Working with reduced motion in Svelte

26th April 2022

Accessibility on the web is important. It’s why frameworks like Svelte have accessibility warnings built in, and why it’s a metric in tools such as lighthouse. You want the ability to control the look and feel of your website for those who use assistive technology, or just want a better experience on the web.

Animations in Svelte are powerful, but for those who prefer reduced motion, some aren’t ideal. A solution to this problem isn’t exactly new. Geoff Rich published a blog post on it back in March 2021. However, I’m lazy and don’t want to implement this on every project. This led me to make svelte-reduced-motion.

I recommend reading this awesome CSS Tricks Article by Eric Bailey. It goes in depth about the benefits people can get from sites that support reduced motion and the prefers-reduced-motion media query.

Getting Started

As per usual, let’s install the dependency.

npm install svelte-reduced-motion -D

Transitions

To make it easy, we provide a way to use any of Svelte’s built-in transitions out of the box. Later you will learn how you can create custom ones too! By default, all transitions will fall back to fade when reduced motion is requested.

<script>
  import { fly } from 'svelte-reduced-motion/transition';
</script>

<div transition:fly={{ y: -20 }}>
  I will fly by default, and fade if the user requests reduced motion
</div>

All the transitions from svelte/transition are supported with feature parity.

Custom Transitions

With svelte-reduced-motion, it’s easy to set a fallback transition for users who prefer reduced motion. The signature is simple. We can pass in the desired transition and a fallback. We also have a way of customising the options for each individually (the options we pass in the template are passed to both. In some cases, we might need to configure them individually)

  • Simple Example

    <script>
        import { createTransition } from 'svelte-reduced-motion';
        import { fly } from 'svelte/transition';
    
        const accessibleTransition = createTransition(fly);
    </script>
    
    <!-- You can even specify the options as usual-->
    <div transition:accessibleTransition={{ y: -20 }}>
        Hello world
    </div>
    
  • Custom options for each transition

    const accessibleTransition = createTransition(
        [fly, { duration: 1000 }], // default
        [fade, { duration: 200 }]  // reduced-motion fallback
    );
    
    const accessibleTransition = createTransition(
        [fly, { duration: 750, y: -20 }],
        fade
    );
    

Reacting to reduced motion

The last thing we can do with svelte-reduced-motion is react to whether the user prefers reduced motion. For example, we export a reducedMotion store:

<script>
    import { reducedMotion } from 'svelte-reduced-motion';
</script>

<p>
    Reduced Motion: {$reducedMotion ? 'enabled' : 'disabled'}
</p>

Conclusion

Prefers reduced motion is another accessibility item we have to consider in Svelte. CSS provides us with all the tools, and combined with svelte-reduced-motion, we can easily add this consideration to our Svelte projects.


Work item | Of all the entries below, only the lines from the one with "Give me the" up to and including the one with "Segment this screenshot: for" are to be duplicated exactly.

Entries supplied |
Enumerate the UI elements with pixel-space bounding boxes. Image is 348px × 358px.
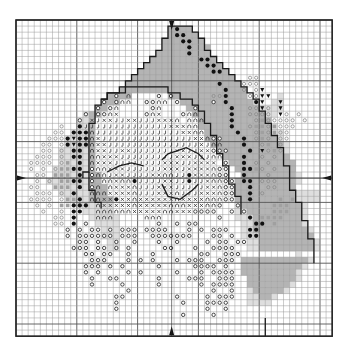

--

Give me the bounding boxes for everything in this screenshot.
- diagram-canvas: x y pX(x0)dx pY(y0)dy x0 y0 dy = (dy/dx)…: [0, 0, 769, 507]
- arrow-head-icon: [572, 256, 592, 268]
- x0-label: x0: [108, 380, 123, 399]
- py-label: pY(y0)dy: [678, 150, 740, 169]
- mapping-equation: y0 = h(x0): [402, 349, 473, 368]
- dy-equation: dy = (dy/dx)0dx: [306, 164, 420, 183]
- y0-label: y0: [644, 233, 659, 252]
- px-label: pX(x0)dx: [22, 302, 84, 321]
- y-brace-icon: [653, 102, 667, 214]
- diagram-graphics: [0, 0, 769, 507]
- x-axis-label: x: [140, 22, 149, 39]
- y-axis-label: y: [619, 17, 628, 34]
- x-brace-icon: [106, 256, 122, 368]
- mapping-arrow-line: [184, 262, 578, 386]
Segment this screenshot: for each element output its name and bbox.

Task response |
Give me the bounding boxes for everything in this screenshot.
- diagram-canvas: x y pX(x0)dx pY(y0)dy x0 y0 dy = (dy/dx)…: [0, 0, 769, 507]
- arrow-head-icon: [572, 256, 592, 268]
- x0-label: x0: [108, 380, 123, 399]
- py-label: pY(y0)dy: [678, 150, 740, 169]
- mapping-equation: y0 = h(x0): [402, 349, 473, 368]
- dy-equation: dy = (dy/dx)0dx: [306, 164, 420, 183]
- y0-label: y0: [644, 233, 659, 252]
- px-label: pX(x0)dx: [22, 302, 84, 321]
- y-brace-icon: [653, 102, 667, 214]
- diagram-graphics: [0, 0, 769, 507]
- x-axis-label: x: [140, 22, 149, 39]
- y-axis-label: y: [619, 17, 628, 34]
- x-brace-icon: [106, 256, 122, 368]
- mapping-arrow-line: [184, 262, 578, 386]
Segment this screenshot: for each element output its name and bbox.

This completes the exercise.